Dear (name withheld),
Thank you for submitting your work to the (name withheld)
While your submission made it into the later stages of my consideration. After having a chance to reread your submission, at least once aloud, I must tell you that I will not be able to use any of your poems in this upcoming issue.
I know that a rejection almost always seems to be a personal thing–but seriously, I am only rejecting the poems you sent in this submission. If you’re poems made it this far into the process then I think you possess the talent and I would recommend/encourage you submit during the next reading period.
Best,
How do you think the means of publication for poetry and poetry itself are related?

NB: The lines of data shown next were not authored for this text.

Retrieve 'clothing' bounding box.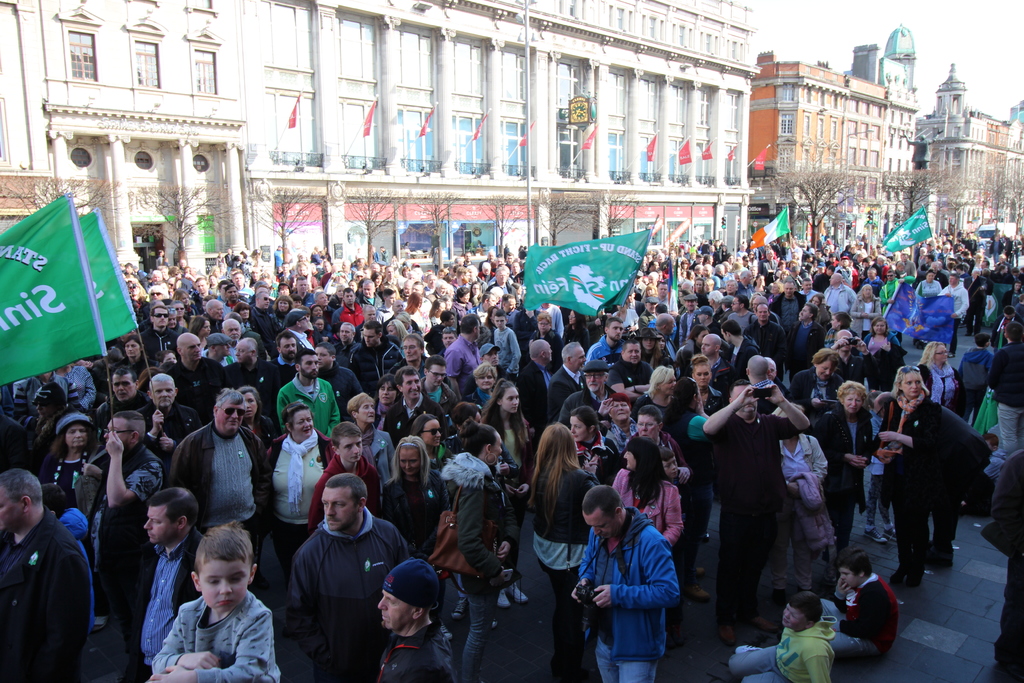
Bounding box: <box>863,391,932,580</box>.
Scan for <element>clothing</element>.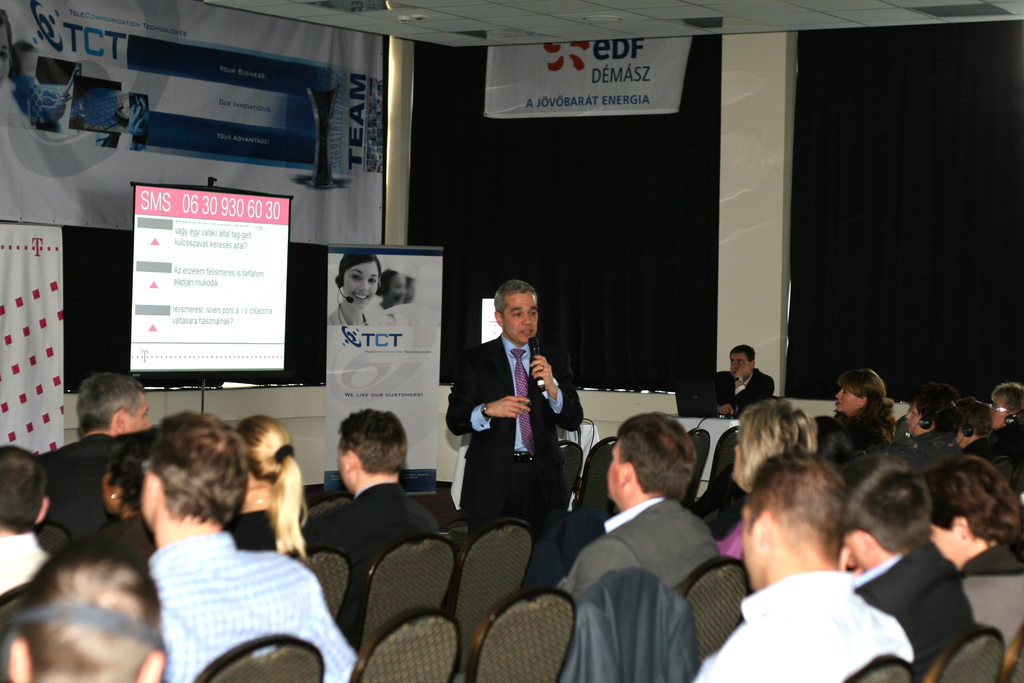
Scan result: bbox(328, 299, 380, 322).
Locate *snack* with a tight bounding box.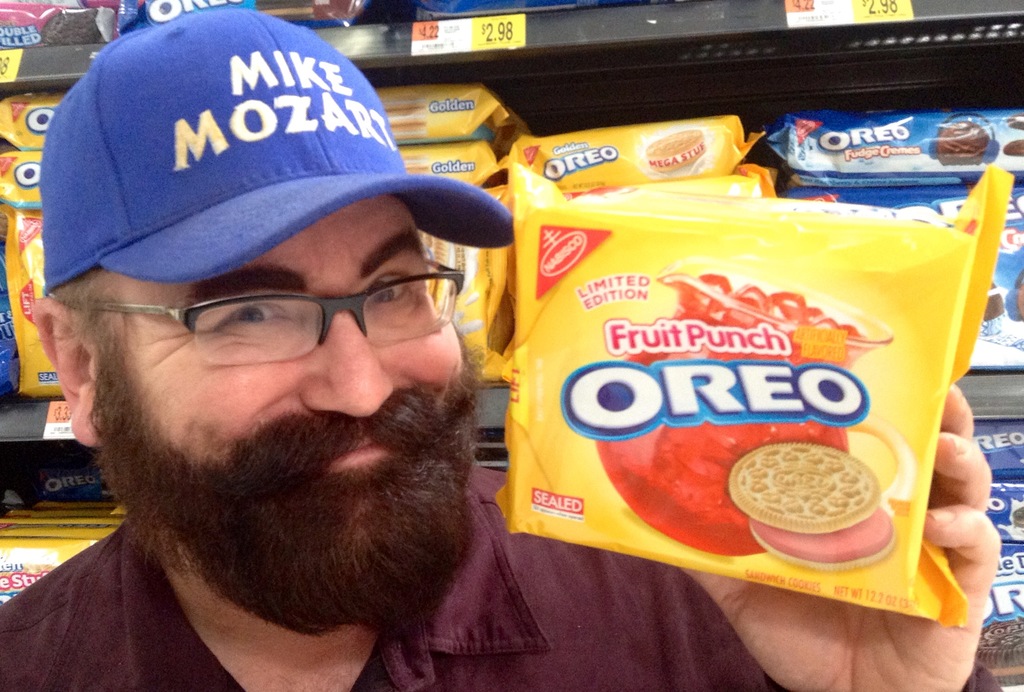
locate(723, 439, 895, 574).
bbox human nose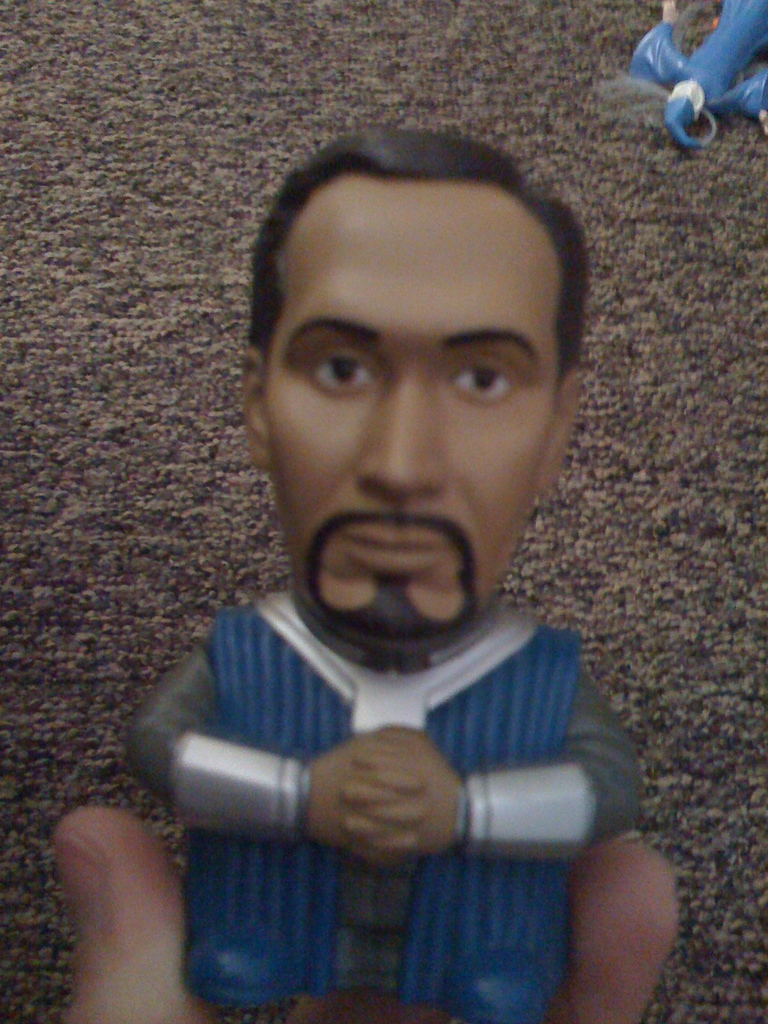
358:370:449:498
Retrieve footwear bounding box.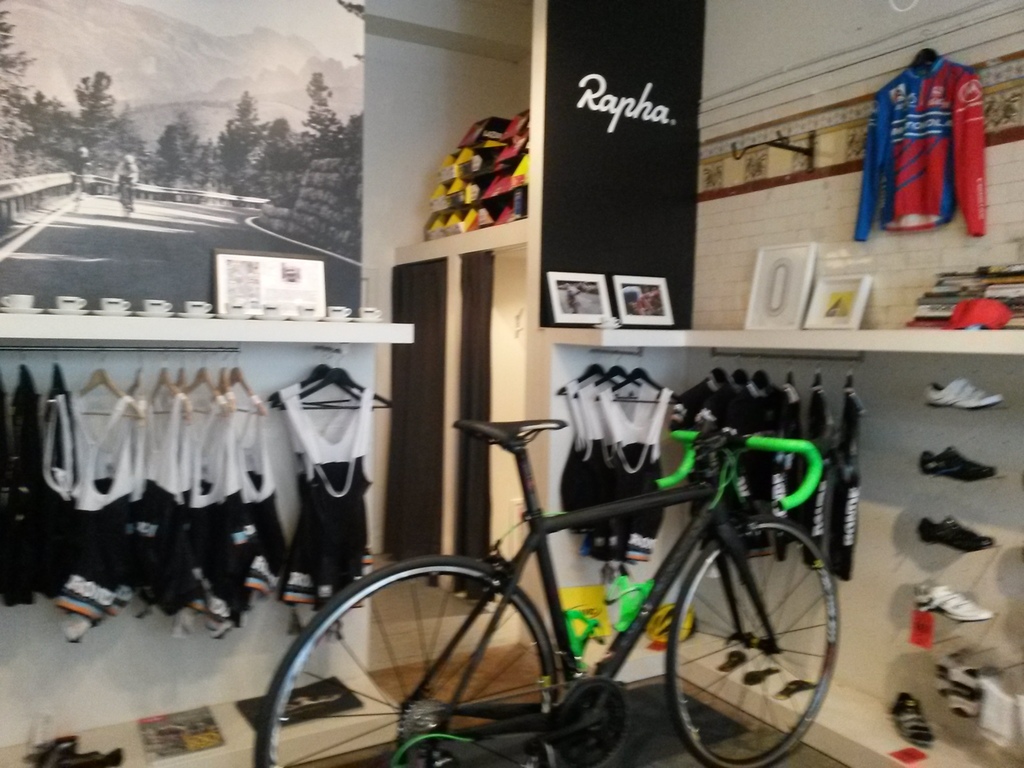
Bounding box: {"left": 926, "top": 376, "right": 1003, "bottom": 407}.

-Amy King, at the Huffington Post.
FYI: Publishing is Dying Again Because Garrison Keillor Says So
Another day, another obituary for the publishing industry which, despite countless instances of garment rending for its death, somehow manages to continue… not dying. Garrison Keillor begins his lament by naming all the fancy writers he ran into at a fancy New York party, the implication being that he doesn’t quite belong in the fancy writing world and yet, there he is. Of course, because this is Garrison Keillor, he has to make an aw shucks reference to the Midwest and continues to offer his bona fides as a man of the people because he drives a car with 150,000 miles on it. That’s such a quaint practice when it’s a choice, driving a car into the ground. For people who cannot afford a new car, 150,000 miles probably holds considerably less charm. Keillor does this, of course, to remind us, yet again, that he is not one of the publishing glitterati. He is a stranger in a strange land, or at least, that’s what he wants us to think so he can continue hawking his down home Midwestern charm and wisdom, or what some might call, schlock.
How to Ruin a Child on the Possibilities of Literature Forever Without Really Trying
Meet Eric H. He’s 12 years old, and he just failed his poetry assignment. Why? Let’s consult THE POETRY RUBRIC.